If there’s anything at all we know about the forthcoming tsunami of Obamacare, it’s that it’s going to completely wreck the finest medical care system in the world. We’re starting to see the fallout already. Here’s just a sample:
a. The “I want therefore I deserve” class turning up at doctors’ offices the day after the law was signed looking for their “free care.”
b. CBO numbers, available but ignored before the law was signed, now trickling out to tell us that the rationale of Obamacare making things less expensive and more efficient is basically, well . . . a lie. It's actually going to be massively more expensive than the administration’s spin led us to believe.
We already know how this goes – look at the UK, where complete and utter medical incompetence captains the grand ship National Health Care.
Here’s another case that illustrates what you get in a system that focuses on bureaurocracy, union rules, and the concomitant disregard for the welfare of patients.
Five years ago in the UK, 35-year-old Cindy Corton went to a party. Drank way too much. Fell in the bathroom, landing on the upright handle of the toilet plunger. About 6 inches of the serrated plastic plunger handle snapped off in her buttocks. Friends called an ambulance.
Enter the National Health Care system. You know, the one some many Obamacare acolytes point to as how we might “improve.”
Cindy’s fairly minor injury should have ended as a stupid-drunk-tricks story with the added wink-and-nod about the site of the injury.
Instead, it was her death sentence.
The ambulance took Cindy to the Lincoln County Hospital. They were apparently none too happy at having to transport some drunk who fell in a bathroom. (I guess it's only sober people who can get hurt falling in bathrooms).
That set the ball in motion among caregivers’ attitudes towards Cindy, because none believed her story. At Lincoln, after explaining what had happened, she was “examined” and sent home with some painkillers.
Yes, you read right. Sent home with a 6-inch serrated plastic handle still inside her, but hey, at least she got something for the pain:
Husband Peter, 61, said that when his wife first attended A&E at Lincoln County Hospital she was sent home with painkillers, despite showing them the wound on her bottom. . . . "She wasn't properly examined by the doctor at Lincoln.”

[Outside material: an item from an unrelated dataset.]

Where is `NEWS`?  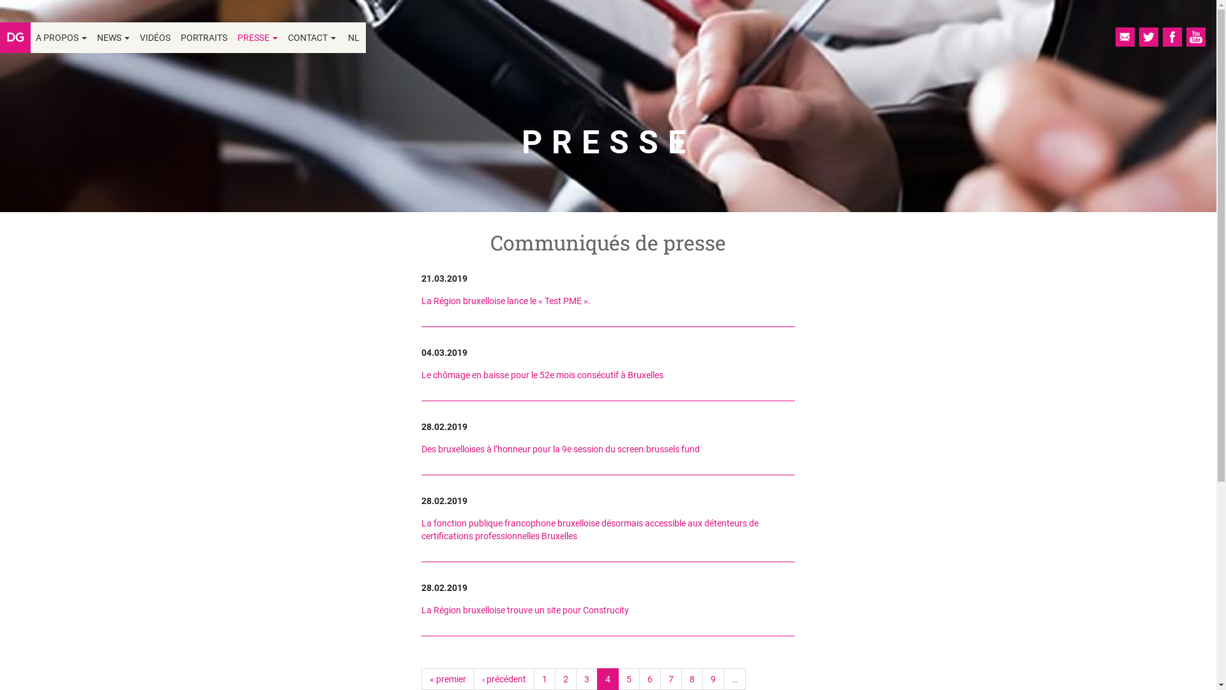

Unsurprisingly, Cindy’s injury got worse, so several days later she went to a different hospital, Grantham, in the hopes that someone would take her story seriously.
They did. Kind of.
At Grantham she was actually x-rayed (imagine that!). However, the x-ray turned up nothing.
Problem solved. Home she went with her embedded plunger handle.
Fast-forward two years, to 2007.
Cindy still has the handle in her buttocks, and is finally able to convince a doctor to take a closer look.
Hey presto!! Still there!!
Now it’s more complicated: The handle has migrated and embedded itself in her pelvis.
No more funny drunk story.
Cindi undergoes two unsuccessful operations and is left in intense pain to the extent that she agrees to another risky operation in June last year.
Outcome?
Cindy of Sleaford, Lincs, spent more than ten hours in surgery at Nottingham's Queens Medical Centre but died from massive blood loss.
Can medical mistakes happen? Sure, no profession’s perfect.
This went way beyond mistakes. It smacks of incompetence, arrogance, and a failure to attend to duty that is, at the very least, unconscionable. Paramedics who treat drunks differently, hospitals that apparently can’t do some very basic procedures, and certainly doctors who for years didn’t even bother to investigate properly.
I can even give the doctors the benefit of the doubt (barely) for the initial admission, that Cindy in her inebriated state might have been embarrassed and made up the story.
But not even check? Or check later when she turns up sober with the same story?
I submit that the chances of this story happening in a US hospital is near zero.
At least for now.
Maybe coming soon to an Obamacare-run hospital near you.